I'm glad that I finally listened to Tago Mago, if for no other reason than to hear "Oh Yeah" in context. The track begins with what sounds like a single thunderclap, followed by rain. But as the song follows "Mushroom" - - whose lyrics appear to refer to the atomic bombs dropped in 1945 on singer Damo Suzuki's homeland of Japan - - the rumble takes on a darker meaning. And, although they were on opposite sides of the original vinyl record, "Halleluhwah" makes perfect sense after "Oh Yeah" as a bridge between the more songlike songs on Side One and the more experimental structures of the third and fourth sides. Strangely, or maybe not so strangely, "Halleluhwah" name-checks its predecessors: "she asked me Thursday for her name / so she was to go where I was singing 'Mushroom Head,' 'Oh Yeah,' 'Paperhouse" / I wonder what I should do."

Indeed, those are the most accessible songs on Tago Mago, and along with "Halleluhwah," they contain the only accessible passages on the album until the final song, "Bring Me Coffee or Tea." That's not to say Tago Mago is mainstream, though. As a pastiche of Electronic Meditation, American funk, and Stockhausen, it's not exactly radio fare. In a classic illustration of the necessity to far exceed existing norms in order to discover how much is too much, the two remaining songs, "Aumgn" and "Peking O," constitute nearly thirty minutes of avant-garde sound, most of it nonmusical.

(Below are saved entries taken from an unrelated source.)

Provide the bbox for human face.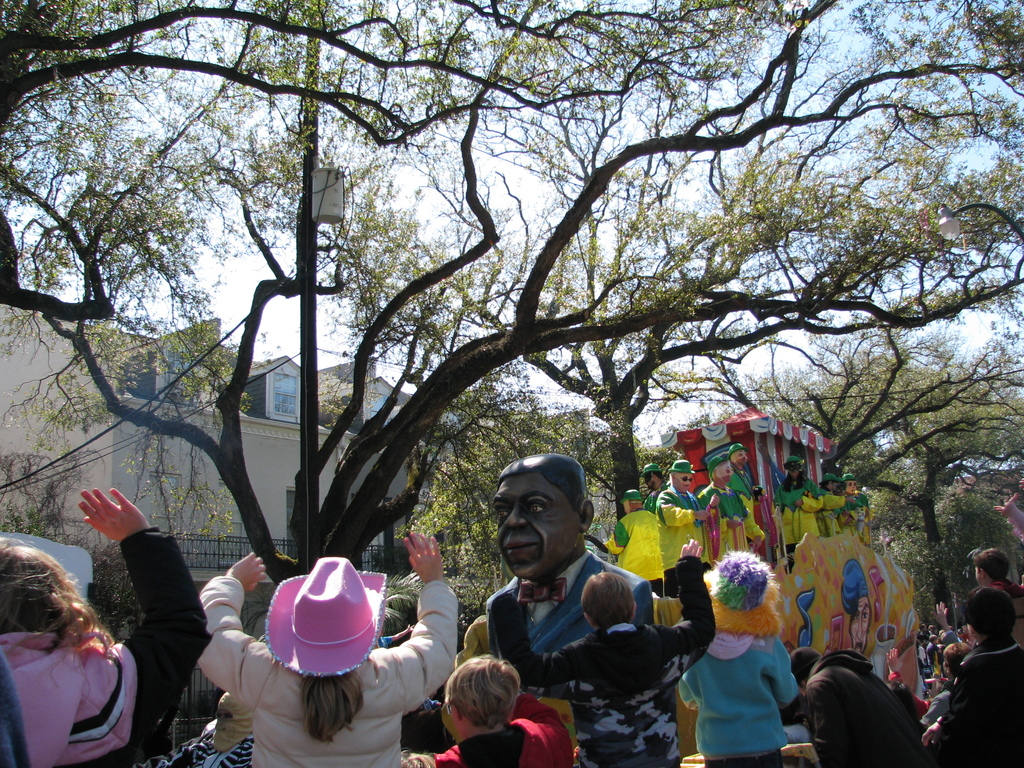
732/452/748/468.
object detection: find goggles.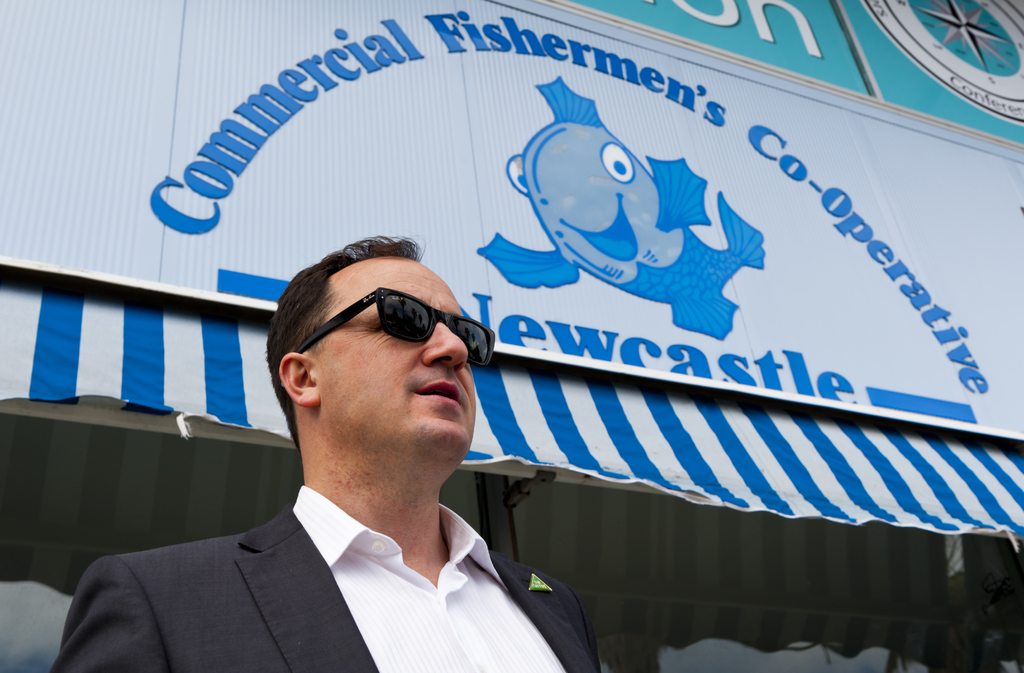
[308,282,481,364].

Tago Mago is also a textbook example of the overdone double album which would've made a good single album. But it's not padded throughout à la Tales from Topographic Oceans; like Ummagumma, Tago Mago has a very good first disc and a weak second one.

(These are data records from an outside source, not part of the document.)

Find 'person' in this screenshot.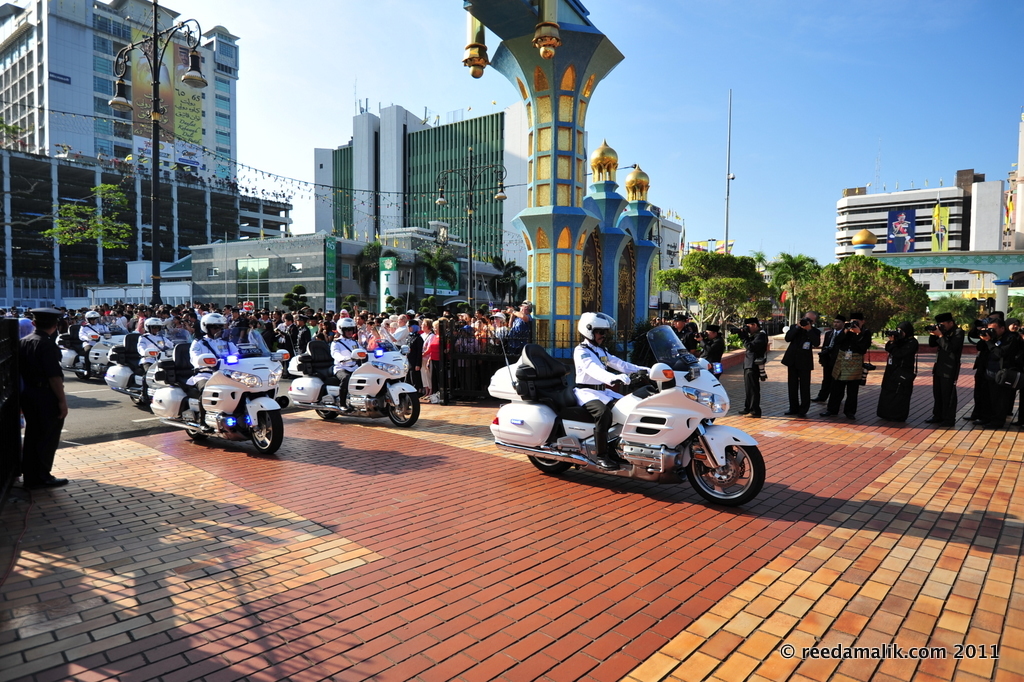
The bounding box for 'person' is box(188, 308, 237, 394).
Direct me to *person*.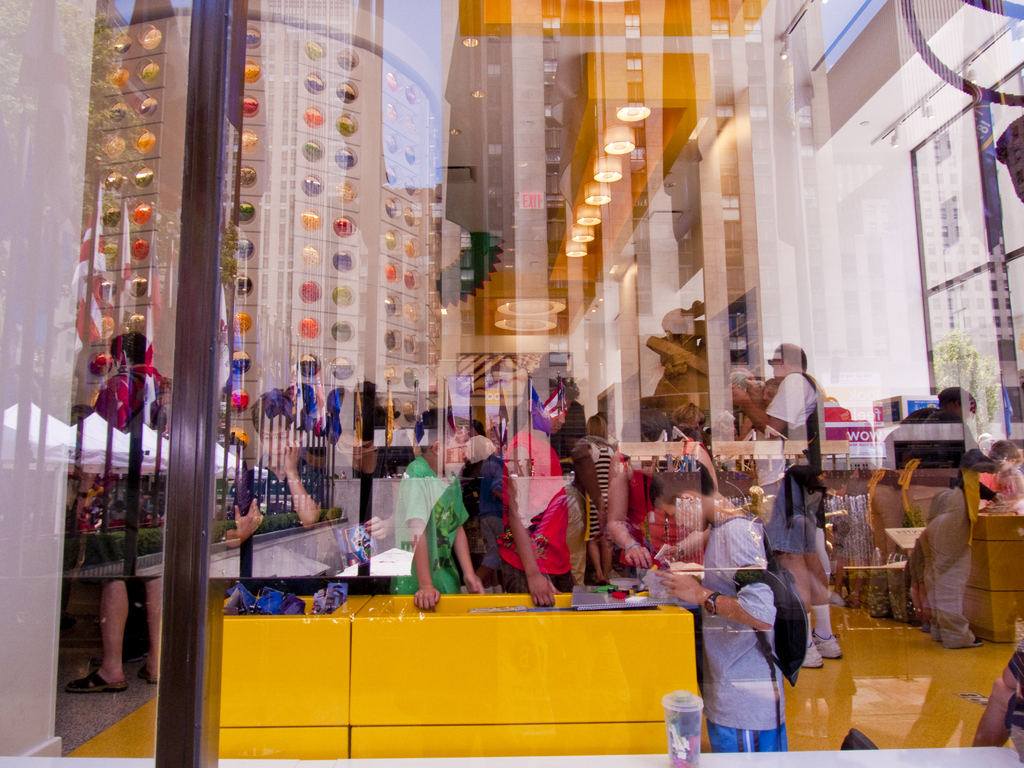
Direction: [left=609, top=413, right=719, bottom=580].
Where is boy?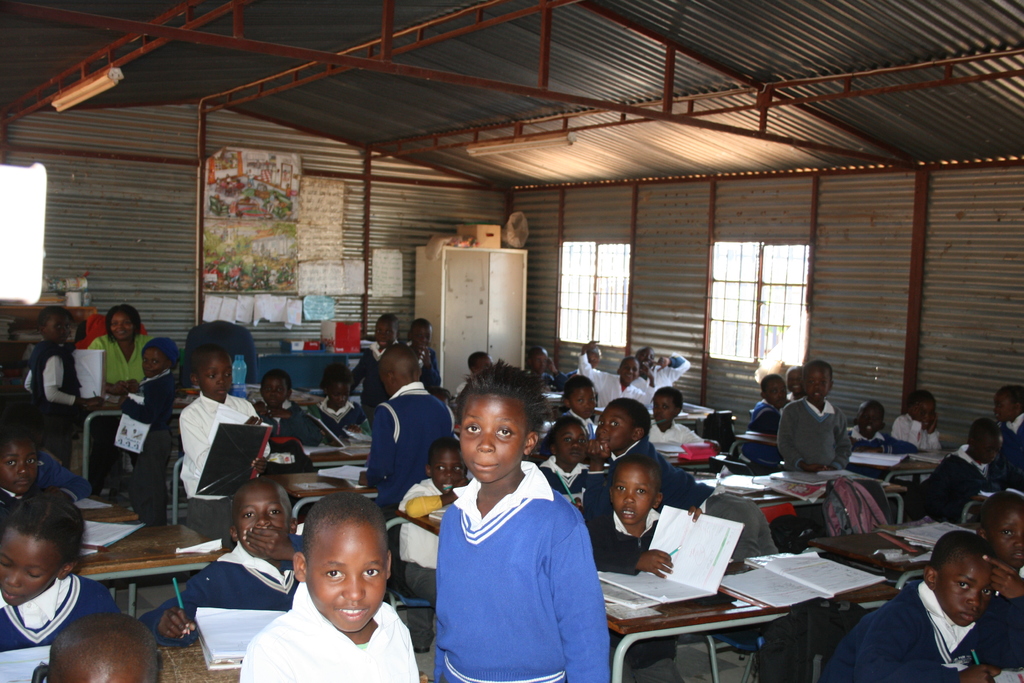
928:419:1003:520.
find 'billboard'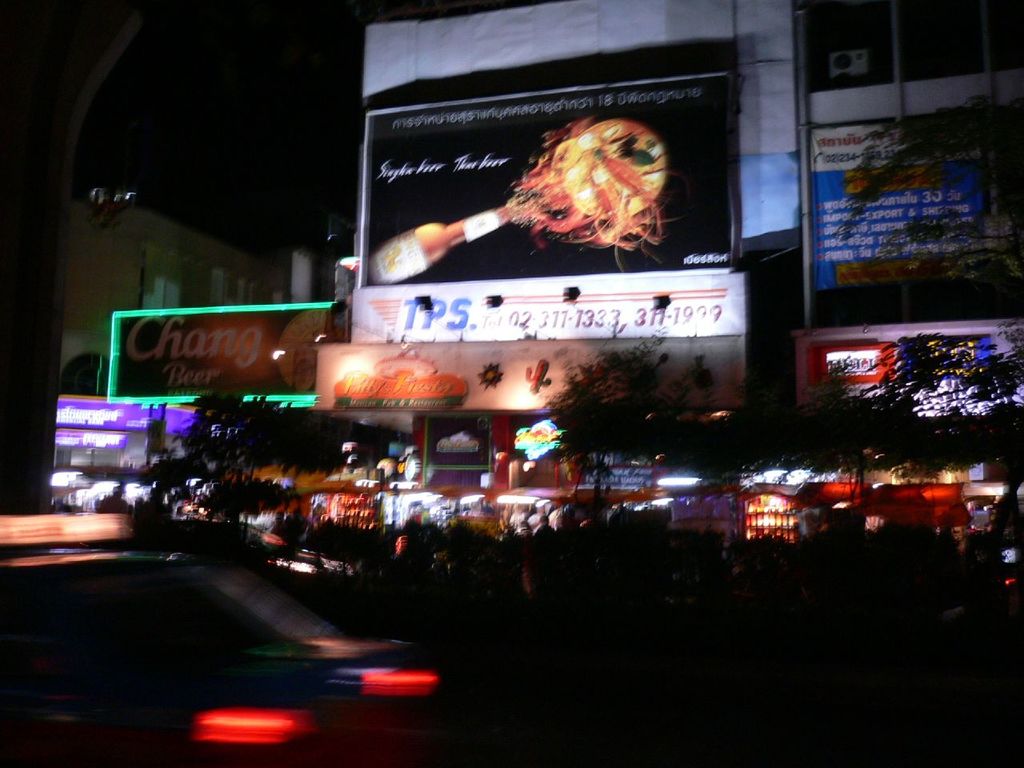
(805, 110, 995, 308)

Any discussion of the strengths of the album, and the first disc in particular, has to include Jaki Liebezeit's drumming, which has to be some of the best drumming on any Krautrock record of the period. Suzuki's vocals deserve mention as well. Although they're not great per se, they form a great musical and rhythmic component of the music on Disc One. They're well-arranged and are treated and mixed in a way that integrates them perfectly into the overall sound. I get the sense that much of the innovative production here is the work of bassist Holger Czukay, whose tape editing transforms such songs as "Oh Yeah" from rambling rock jams into serious pieces of music.

In all, a good album; the first disc is on a par with the debuts of Tangerine Dream (Electronic Meditation, 1970) and Ash Ra Tempel (self-titled, released in 1971 after Tago Mago).